French shopping statistics show that meal deliveries boomed dramatically in 2020.

It’s a huge trend. Make no mistake. It’s here to stay. The often-unsuccessful attempts by traditional restaurateurs to do takeaways should not obscure the reality. The growing share of Millennials in the workforce will only reinforce this trend.

In this perspective, dark kitchens could well be the future of meal deliveries and catering.

evolution of take away and restaurants before and during covid crisis in France


credits: Shutterstock

Advantages of dark kitchens

I have already discussed several years ago what was, at the time, only a marginal phenomenon, still largely hidden. Dark kitchens have since become a profit-making tool like any other, a business model in its own right.

They have obvious advantages from a financial point of view and are therefore attracting the interest of investors:

  • infrastructure costs are reduced thanks to the rationalization of space
  • fixed costs are transformed into variable costs: the manager is no longer bound by a long lease or by purchasing a storefront.
  • some dark kitchens can be transported closer to the customers

Sushi, pizza, and burgers are the star dishes in takeaways. The appetite for these quickly “industrialized” dishes should strengthen investors’ desire for dark kitchens. The “classic” restaurant owners will be in for a treat. If the latter want to sell in “takeaway” or through deliverymen, a reflection must be initiated on the proposed dishes.


Dark kitchens, symbols of a society that never stops accelerating

Dark kitchens are also indicative of the times in which we live.

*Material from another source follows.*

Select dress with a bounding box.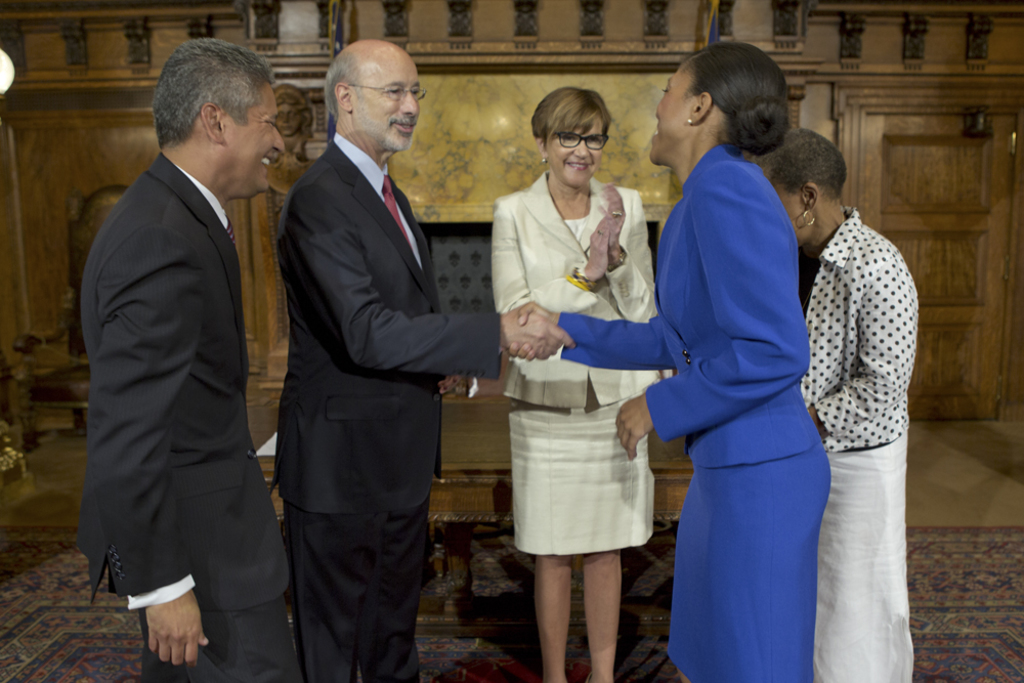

Let me take a step back and suggest a parallel.

The workers in Metropolis (1927) move out of sight, in underground tunnels.

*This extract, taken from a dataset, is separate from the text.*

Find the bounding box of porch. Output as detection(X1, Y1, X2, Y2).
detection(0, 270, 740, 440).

In the film Metropolis (1927), workers work underground to make life possible for their “masters. They power the machines that keep the city running.

Today, an army of “blue-collar” workers also works to feed (literally and figuratively) the “white-collar” workers.

Innovation and digitalization seem to have become the only drivers of the economy. White-collar workers have become the emblem of this. Their work is worth its weight in gold, and we must optimize every minute.

Paradoxically, the confinement has shown that it is possible to work even more. The pace, already crazy, has accelerated even more. The place left for other activities (eating in particular) is bound to be reduced to a minimum. Delivery is becoming a way to be more productive, and I bet the day will come when employers will subsidize home deliveries.


credits: Shutterstock

Conclusion

In the globalized economy at the service of galloping consumerism, there were still shadows. Those of the millions of workers, hidden at the other end of the world, to satisfy Western consumers’ needs. Like in the film Metropolis, these workers moved around in the underground world of globalization.

From now on, there is no need to do everything in secret. The time has come for the advent of an increasingly dehumanized economy. Under the guise of profitability, everything becomes a pretext for the search for efficiency. Your groceries are prepared in “dark stores” and delivered to your doorstep. Your meal is prepared in a “dark kitchen,” a container or a kitchen rented for the occasion. The delivery is made by falsely independent deliverymen, the linchpins of a system that is out of breath.

In an article published a few years ago, I questioned the values of the society in which we live. More than ever, I have doubts. Wouldn’t digitalization, which our political leaders praise, be, in the end, what will cause our downfall?



Posted in Marketing.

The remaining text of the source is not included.